Influence Without Authority in Marketing and Communications
- Carolyn

- Feb 6
- 4 min read
One of the most under-discussed realities of modern marketing and communications work is how often it relies on influence rather than authority. Titles alone rarely grant marketers the power to make decisions outright. Instead, the work depends on persuading, aligning, and sometimes gently nudging people who hold different priorities, incentives, and information.
Years ago, I assumed this was a quirk of specific organisations. Now I see it as a structural feature of the discipline itself. Marketing and comms sit at the intersection of strategy, execution, brand, reputation, customer experience, sales, product, and leadership. That makes authority diffuse by design.
The interesting question is: what skill set allows someone to operate effectively in that environment?

Authority Is Structural. Influence Is Behavioural.
Authority is granted by role, reporting line, and decision-making rights. Influence is built through trust, clarity, timing, and credibility. It relies less on hierarchy and more on how others respond to you.
This distinction matters because organisations often assume that if marketing has a seat at the table, it must therefore have authority. But being in the room is not the same as being able to shape the outcome.
Influence fills that gap. It becomes the mechanism through which marketers move work forward without the ability to decree it.
The Practicalities of Influence
In practice, influence shows up in everyday behaviours:
Focusing on outcomes, not outputs
acting as a universal translator between commercial goals, creative execution, and what the audience really needs
clarifying what’s at stake
talking about risks without triggering defensiveness
asking better questions
demonstrating that you’ve understood other people’s constraints
balancing sharing your expertise with humility.
None of these behaviours are glamorous. They don’t turn into portfolio pieces. They rarely get talked about in conference keynotes. Yet they are the difference between work that progresses and work that gets stuck.
Influence Requires Context Literacy
To influence without authority, you need to understand not just what the organisation does, but how it does it. That includes:
how decisions are actually made
how information moves
how risk is perceived
whose opinion carries weight
what timing aligns with other roadmaps
what language resonates with which audience.
This is context literacy and it is a skillset marketing often develops by necessity rather than intention.
It’s also why marketers who change industries often experience a period of disorientation. The craft transfers with them, but the contextual rules do not.
Why This Matters in Marketing and Comms Specifically
Two structural factors create this influence-heavy environment:
1. Marketing and Comms Are Intermediary Functions
We translate between brand and customer, product and market, leadership and audience. Intermediaries broker understanding.
2. Decisions Often Require Cross-Functional Buy-In
Campaigns, narratives, rebrands, crisis responses and the day-to-day activities that drive marketing success cannot be executed in isolation. Someone needs to negotiate alignment between functions with different incentives and constraints.
That negotiation is influence work.
Influence as a Leadership Skill
As marketing teams mature, influence becomes a leadership competency. Not because influence is inherently “soft,” but because it governs how work moves through complex systems.
Leadership in this context becomes less about issuing direction and more about creating the conditions for clarity, alignment, and momentum.
What I find interesting is that many early-career marketers imagine leadership as decision-making, when the reality is that much of leadership is decision-shaping. Influence sits inside that distinction.
Influence and Psychological Safety
Influence also depends on how safe people feel to express uncertainty, voice concerns, or disagree. When the environment lacks psychological safety, influence collapses into politics. But when safety is present, influence supports better decisions by allowing diverse perspectives to surface before commitments are made.
Marketing and comms teams often play a quiet role in shaping that safety by modelling curiosity, clarifying ambiguity, and asking non-threatening questions that reveal assumptions.
It’s not always labelled as leadership, but it functions as such.
The Limits of Influence
Of course, influence is not a substitute for authority. There are times when authority needs to be exercised clearly, for example in a crisis situation, when decisions need to be made quickly and aligned centrally.
But the limitation of influence actually reinforces its strategic value in normal operating conditions. When authority is sparse or distributed, influence becomes the balancing mechanism that enables progress.
Teaching Influence
One of the peculiarities of influence as a skill is that it is rarely taught explicitly. Most people learn through observation, feedback, frustration, and trial and error. Yet influence can be developed intentionally through:
understanding objectives
thoughtfully considering and refining language
building trust
strengthening listening abilities
adjusting timing
articulating purpose
reminding those involved of shared goals.
These are practical, coachable skills, and can be learned over time.
The Future of Influence in Our Field
The trajectory for marketing and comms means being more integrated, more strategic, more cross-functional, more accountable, and more constrained. Which means that influence is only becoming more central to the work.
As AI scales execution and optimisation, the uniquely human work will be that which involves judgement, negotiation, risk interpretation, and translating across teams.
That is influence.
If you strengthened your influence skills by 10%, where would it create the biggest shift in your work?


From the line that contains "Decode this image" to the end of the entries, copy each line exactly, though the pictures stay out.

Given records Start Marker

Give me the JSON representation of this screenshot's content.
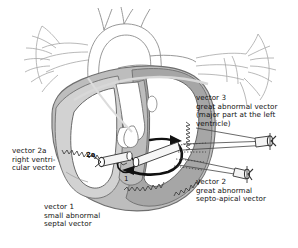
{
  "figure": {
    "background": "#ffffff"
  },
  "colors": {
    "myocardium_dark": "#a6a6a6",
    "myocardium_mid": "#bdbdbd",
    "myocardium_light": "#d2d2d2",
    "chamber_white": "#ffffff",
    "outline": "#6e6e6e",
    "outline_dark": "#4a4a4a",
    "vessel_line": "#9a9a9a",
    "arrow_black": "#111111",
    "arrow_fill": "#f2f2f2",
    "leader_line": "#555555",
    "text": "#111111"
  },
  "labels": {
    "vector3": {
      "lines": [
        "vector 3",
        "great abnormal vector",
        "(major part at the left",
        "ventricle)"
      ],
      "text": "vector 3\ngreat abnormal vector\n(major part at the left\nventricle)"
    },
    "vector2": {
      "lines": [
        "vector 2",
        "great abnormal",
        "septo-apical vector"
      ],
      "text": "vector 2\ngreat abnormal\nsepto-apical vector"
    },
    "vector2a": {
      "lines": [
        "vector 2a",
        "right ventri-",
        "cular vector"
      ],
      "text": "vector 2a\nright ventri-\ncular vector"
    },
    "vector1": {
      "lines": [
        "vector 1",
        "small abnormal",
        "septal vector"
      ],
      "text": "vector 1\nsmall abnormal\nseptal vector"
    }
  },
  "markers": {
    "marker_2a": "2a",
    "marker_1": "1"
  },
  "vectors": [
    {
      "id": "1",
      "name": "small abnormal septal vector",
      "marker": "1",
      "style": "thick-black-curved-arrow"
    },
    {
      "id": "2",
      "name": "great abnormal septo-apical vector",
      "marker": "",
      "style": "3d-cylinder-arrow-lower-right"
    },
    {
      "id": "2a",
      "name": "right ventricular vector",
      "marker": "2a",
      "style": "3d-cylinder-arrow-left"
    },
    {
      "id": "3",
      "name": "great abnormal vector",
      "marker": "",
      "style": "3d-cylinder-arrow-upper-right"
    }
  ]
}
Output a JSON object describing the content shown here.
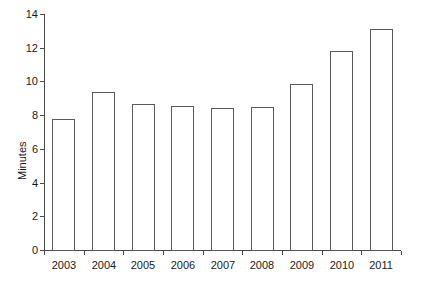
{
  "chart_data": {
    "type": "bar",
    "title": "",
    "subtitle": "",
    "xlabel": "",
    "ylabel": "Minutes",
    "categories": [
      "2003",
      "2004",
      "2005",
      "2006",
      "2007",
      "2008",
      "2009",
      "2010",
      "2011"
    ],
    "values": [
      7.8,
      9.4,
      8.65,
      8.55,
      8.4,
      8.5,
      9.85,
      11.8,
      13.1
    ],
    "ylim": [
      0,
      14
    ],
    "ytick_labels": [
      "0",
      "2",
      "4",
      "6",
      "8",
      "10",
      "12",
      "14"
    ],
    "ytick_values": [
      0,
      2,
      4,
      6,
      8,
      10,
      12,
      14
    ],
    "grid": false,
    "legend": null,
    "legend_position": "none",
    "annotations": [],
    "colors": {
      "bar_fill": "#ffffff",
      "bar_stroke": "#5a5a5a",
      "axis": "#4a4a4a",
      "text": "#1a1a1a",
      "background": "#ffffff"
    }
  }
}
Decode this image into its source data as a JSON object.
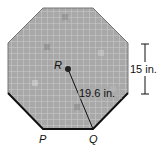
{
  "figure": {
    "shape": "regular octagon (tiled)",
    "center_label": "R",
    "vertex_labels": [
      "P",
      "Q"
    ],
    "radius_label": "19.6 in.",
    "side_label": "15 in.",
    "colors": {
      "tile_base": "#9a9a9a",
      "edge": "#111111",
      "grout": "#bdbdbd"
    }
  }
}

Given records End Marker

→ Solved exercise:
Decode this image into its source data as a JSON object.
{
  "figure": {
    "shape": "regular octagon (tiled)",
    "center_label": "R",
    "vertex_labels": [
      "P",
      "Q"
    ],
    "radius_label": "19.6 in.",
    "side_label": "15 in.",
    "colors": {
      "tile_base": "#9a9a9a",
      "edge": "#111111",
      "grout": "#bdbdbd"
    }
  }
}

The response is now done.